Revision as of 16:08, 27 June 2017 by FairMormonBot (talk | contribs) (Bot: Automated text replacement (-{{FME-Source\n\|title(.*)\n}} +{{FairMormon}}))

  1. REDIRECTTemplate:Test3

Question: By what name did Joseph Smith refer to the First Vision?

Joseph referred to his 1820 theophany as the "first visitation of Angels" or the "first communication"

Joseph Smith never actually referred to what we now call the "First Vision" by that name. Instead, he referred to it as the "first visitation of angels" or the "first communication." Joseph also referred to Moroni's visit as "another vision of angels."

  • One critic of Mormonism states that "Who appears to [Joseph] – a spirit, an angel, two angels, Jesus, many angels, the Father and the Son – are all over the place." [1]
Joseph Smith's 9 November 1835 journal entry, which was written by his scribe, describes a visit of two personages. The scribe then goes back and inserts the phrase "and I saw many angels in this vision" between the lines. Image from "Journal, 1835–1836," Joseph Smith Papers off-site

The account that Joseph entered in his journal on 9 November 1835 was a detailed account which clearly describes two personages, as well as "many angels." The account that Joseph wrote just five days later in his journal on 14 November 1835 was a one line summary of the event, which he described as "the first visitation of Angels." Critics of the Church seem to believe that Joseph completely changed his story from "two personages" to "Angels" over the course of only five days.

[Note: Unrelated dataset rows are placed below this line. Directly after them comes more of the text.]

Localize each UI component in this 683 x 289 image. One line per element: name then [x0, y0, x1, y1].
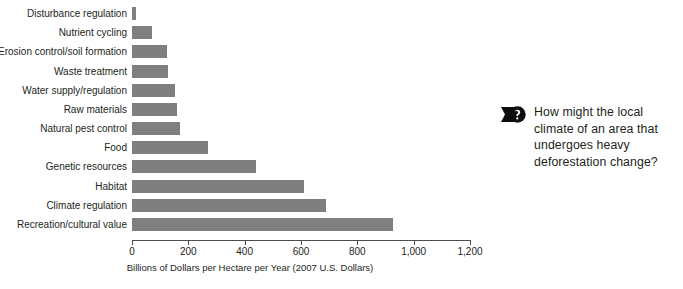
x-axis-tick-label: 1,000 [384, 246, 444, 257]
chart-row: Food [0, 138, 500, 157]
bar [132, 45, 167, 58]
chart-row: Genetic resources [0, 157, 500, 176]
bar [132, 141, 208, 154]
category-label: Nutrient cycling [0, 23, 132, 42]
category-label: Disturbance regulation [0, 4, 132, 23]
x-axis-tick [188, 240, 189, 245]
x-axis-tick-label: 800 [327, 246, 387, 257]
bar [132, 103, 177, 116]
x-axis-tick-label: 0 [102, 246, 162, 257]
chart-row: Raw materials [0, 100, 500, 119]
category-label: Water supply/regulation [0, 81, 132, 100]
category-label: Genetic resources [0, 157, 132, 176]
category-label: Erosion control/soil formation [0, 42, 132, 61]
x-axis-tick [357, 240, 358, 245]
chart-row: Recreation/cultural value [0, 215, 500, 234]
question-banner-icon [501, 105, 529, 124]
category-label: Natural pest control [0, 119, 132, 138]
category-label: Waste treatment [0, 62, 132, 81]
category-label: Habitat [0, 177, 132, 196]
chart-row: Climate regulation [0, 196, 500, 215]
chart-row: Natural pest control [0, 119, 500, 138]
x-axis-tick [301, 240, 302, 245]
question-text: How might the local climate of an area t… [534, 104, 681, 170]
category-label: Food [0, 138, 132, 157]
x-axis-tick-label: 200 [158, 246, 218, 257]
x-axis-tick [245, 240, 246, 245]
bar [132, 180, 304, 193]
x-axis-tick-label: 400 [215, 246, 275, 257]
plot-area: Disturbance regulationNutrient cyclingEr… [0, 0, 500, 246]
x-axis-tick-label: 1,200 [440, 246, 500, 257]
bar [132, 218, 393, 231]
chart-row: Water supply/regulation [0, 81, 500, 100]
chart-row: Waste treatment [0, 62, 500, 81]
bar-chart-figure: Disturbance regulationNutrient cyclingEr… [0, 0, 500, 289]
bar [132, 160, 256, 173]
x-axis-tick-label: 600 [271, 246, 331, 257]
chart-row: Disturbance regulation [0, 4, 500, 23]
category-label: Climate regulation [0, 196, 132, 215]
bar [132, 65, 168, 78]
bar [132, 199, 326, 212]
bar [132, 26, 152, 39]
chart-row: Erosion control/soil formation [0, 42, 500, 61]
x-axis-tick [132, 240, 133, 245]
bar [132, 84, 175, 97]
chart-row: Habitat [0, 177, 500, 196]
question-callout: How might the local climate of an area t… [501, 104, 681, 170]
category-label: Raw materials [0, 100, 132, 119]
x-axis-tick [470, 240, 471, 245]
category-label: Recreation/cultural value [0, 215, 132, 234]
x-axis-tick [414, 240, 415, 245]
bar [132, 122, 180, 135]
x-axis-title: Billions of Dollars per Hectare per Year… [0, 262, 500, 273]
bar [132, 7, 136, 20]
chart-row: Nutrient cycling [0, 23, 500, 42]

The truth is that Joseph referred to all of the personages that appeared to him as "angels."

The terms "personages" and "angels" were interchangeable

This confusion regarding "angels" versus "personages" is illustrated in a critical "Mormoninfographic".[2] We have illustrated the error by comparing Joseph's journal entries on both days.

Mormoninfographic.error.1835-2.jpg


Notes

  1. Jeremy Runnells, "Letter to a CES Director" (2013)
  2. Image from "MormonInfographics.com".